Sworn to silence, LaFarge took up the papal assignment clandestinely in Paris. The pope's directive, however, had thrown LaFarge into the hazy realm of Vatican politics. The leader of the Jesuit order worldwide, Wlodimir Ledochowski, promised the pope and LaFarge that he would facilitate production of the encyclical. Privately, Ledochowski, an anti-Semite, conspired to block LaFarge at every turn.
In late September 1938, after about three months of work, LaFarge traveled to Rome with his papal mission complete. His superior, Ledochowski, welcomed him and promised to deliver the encyclical right away to the pope. He dismissed LaFarge and directed him to return home to the United States. Ledochowski did take care of the speech -- by burying it for months in Vatican bureaucracy.
The pontiff, unaware of these machinations, was stepping up his criticism of the Hitler, and Mussolini. He criticized Mussolini's imitation of systematic attacks on Jews in Germany and Austria. As in Germany, Jews in Italy were banned from attending school, from holding public positions or serving as doctors, lawyers and in other professional functions. Pius XI condemned these actions.
"Spiritually," the pope said, "we are all Semites."
In the fall of 1938, LaFarge realized finally that the pope still had not received the encyclical. He wrote a letter directly to the pope, implying that Ledochowski had the document in hand for months already. Pius XI demanded delivery, but did not receive it until Jan. 21, 1939 with a note from Ledochowski, who warned that the language of the document appeared to be excessive.

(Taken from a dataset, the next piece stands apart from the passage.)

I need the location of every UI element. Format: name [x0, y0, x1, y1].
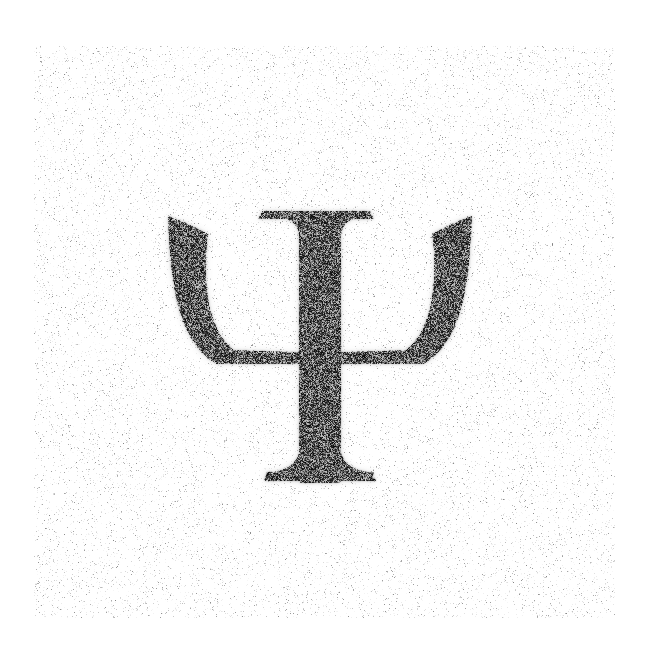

He advised caution.
The pope, finally with LaFarge's text, planned immediately to issue the encyclical after a meeting with bishops on Feb. 11, in which he would condemn fascism. He worked on that speech on his own, jotting down ideas, rewriting and editing it by hand. Rumors, meanwhile, had reached Mussolini that the pope might be planning to excommunicate him or even Hitler, also a Catholic, a blow that could actually damage their popular power base.
Pius XI died on Feb. 10, 1939, a day before his planned speech. Vatican doctors said he had suffered complications of a heart attack, and despite administering stimulants, they had been unable to revive him.
Bishops in some quarters grumbled about the circumstances of his death and questioned the kind of stimulants he had been given in an attempt to revive him. Cardinal Eugene Tisserant of France, the pope's best friend and a former French intelligence officer, wrote in his diary that the pope had been murdered.
Pacelli, the secretary of state, became Pius XII, and the Vatican immediately toned down its vocal protests against Hitler and Mussolini. One historian, Conor Cruise O'Brien, the noted Irish writer and politician, in 1989 said that those months in 1938 were crucial as Hitler measured how the world would react to his campaign against the Jews.
"Had Pius XI been able to deliver the encyclical he planned, the green light would have changed to red. The Catholic Church in Germany would have been obliged to speak out against the persecution of the Jews. Many Protestants, inside and outside Germany, would have likely to follow its example."
How effective Pius XI's efforts might have been can never be known. It was only clear that he took a stance in favor of absolute morality and defended to his last breath his principles of decency and humanity, nothing more, nothing less.